BEGIN EXCERPTED RECORDS

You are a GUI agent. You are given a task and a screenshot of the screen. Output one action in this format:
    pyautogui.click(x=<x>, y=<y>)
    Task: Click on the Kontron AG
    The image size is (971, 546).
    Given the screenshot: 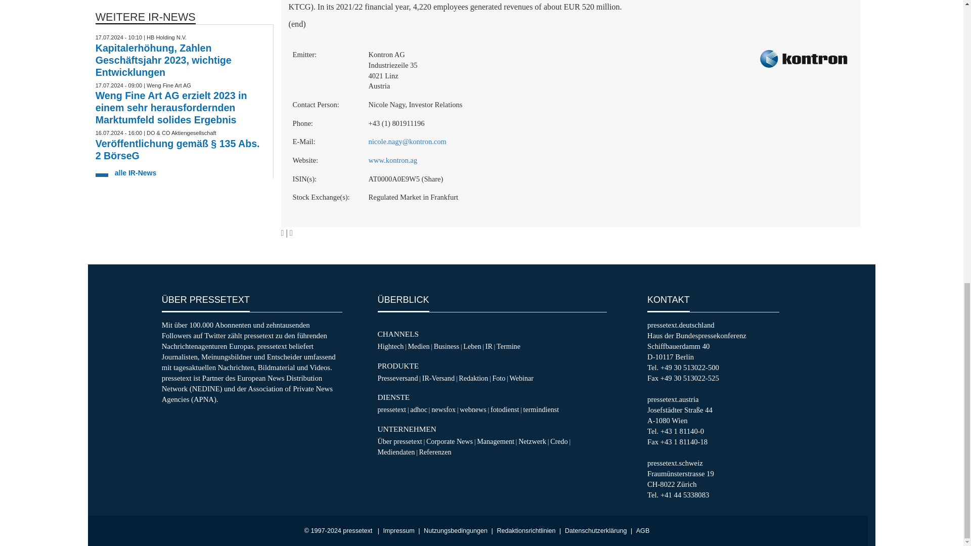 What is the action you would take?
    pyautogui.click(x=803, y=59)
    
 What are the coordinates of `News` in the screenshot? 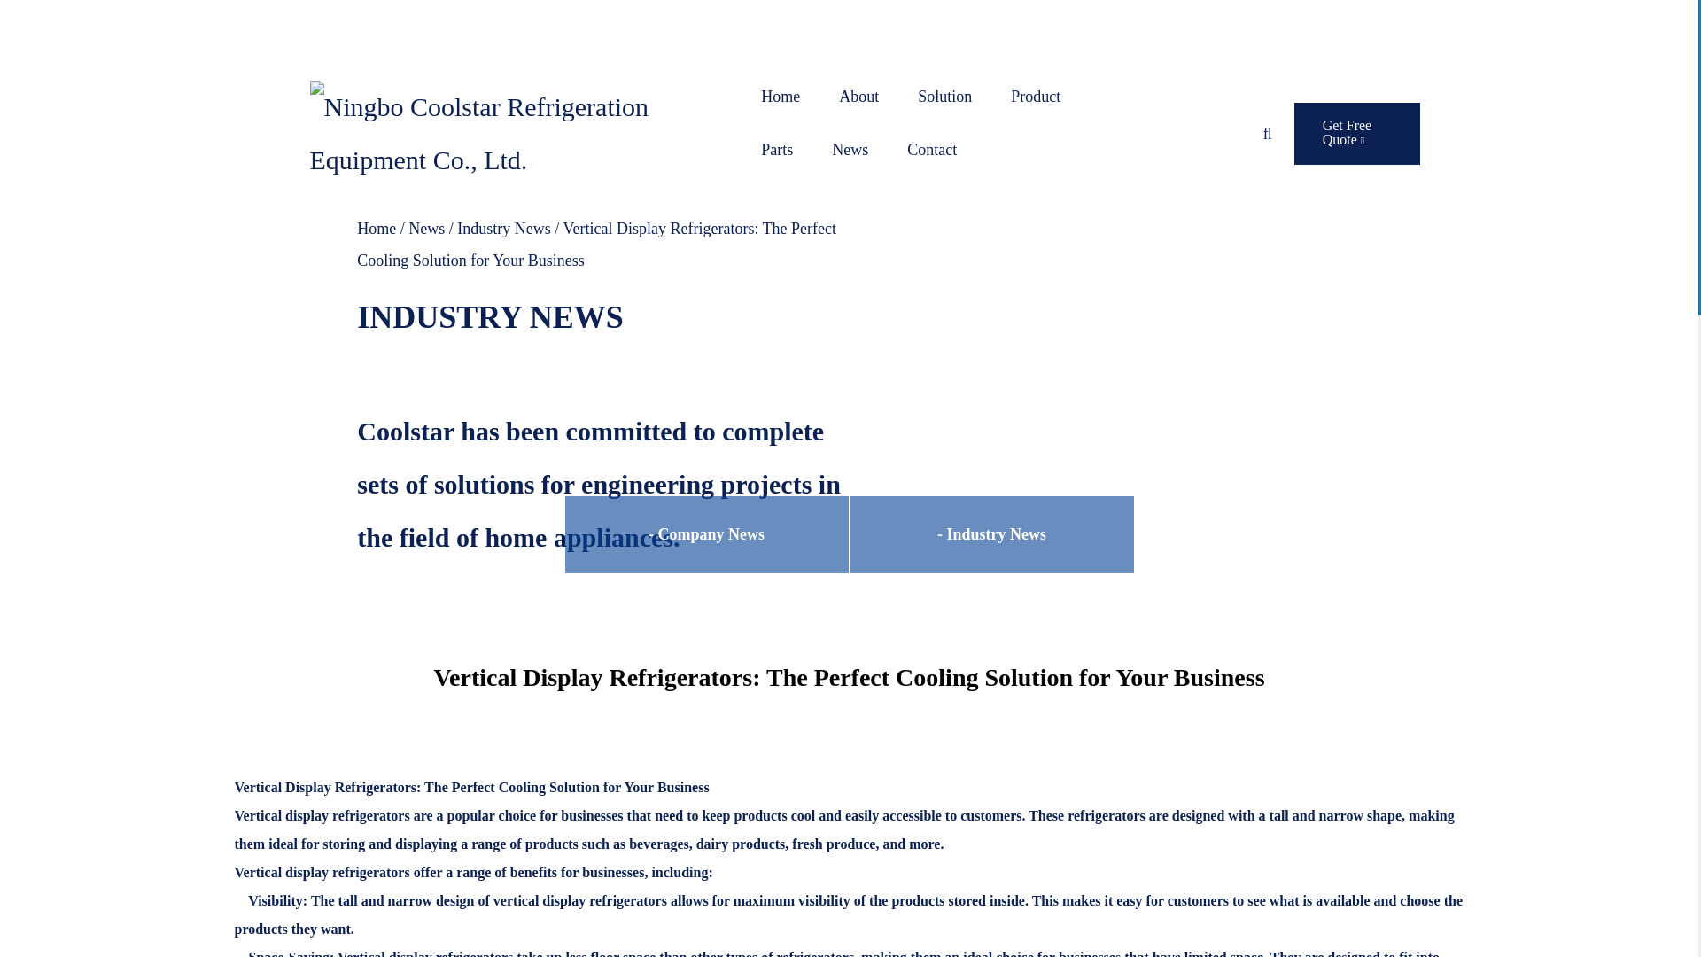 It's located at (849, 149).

END EXCERPTED RECORDS

● TASK BRIEF:
Restate word for word the lines above, beginning at the first one and ending at the line that carries "The image size is (971, 546).".

● TASK ANSWER:
You are a GUI agent. You are given a task and a screenshot of the screen. Output one action in this format:
    pyautogui.click(x=<x>, y=<y>)
    Task: Click on the Kontron AG
    The image size is (971, 546).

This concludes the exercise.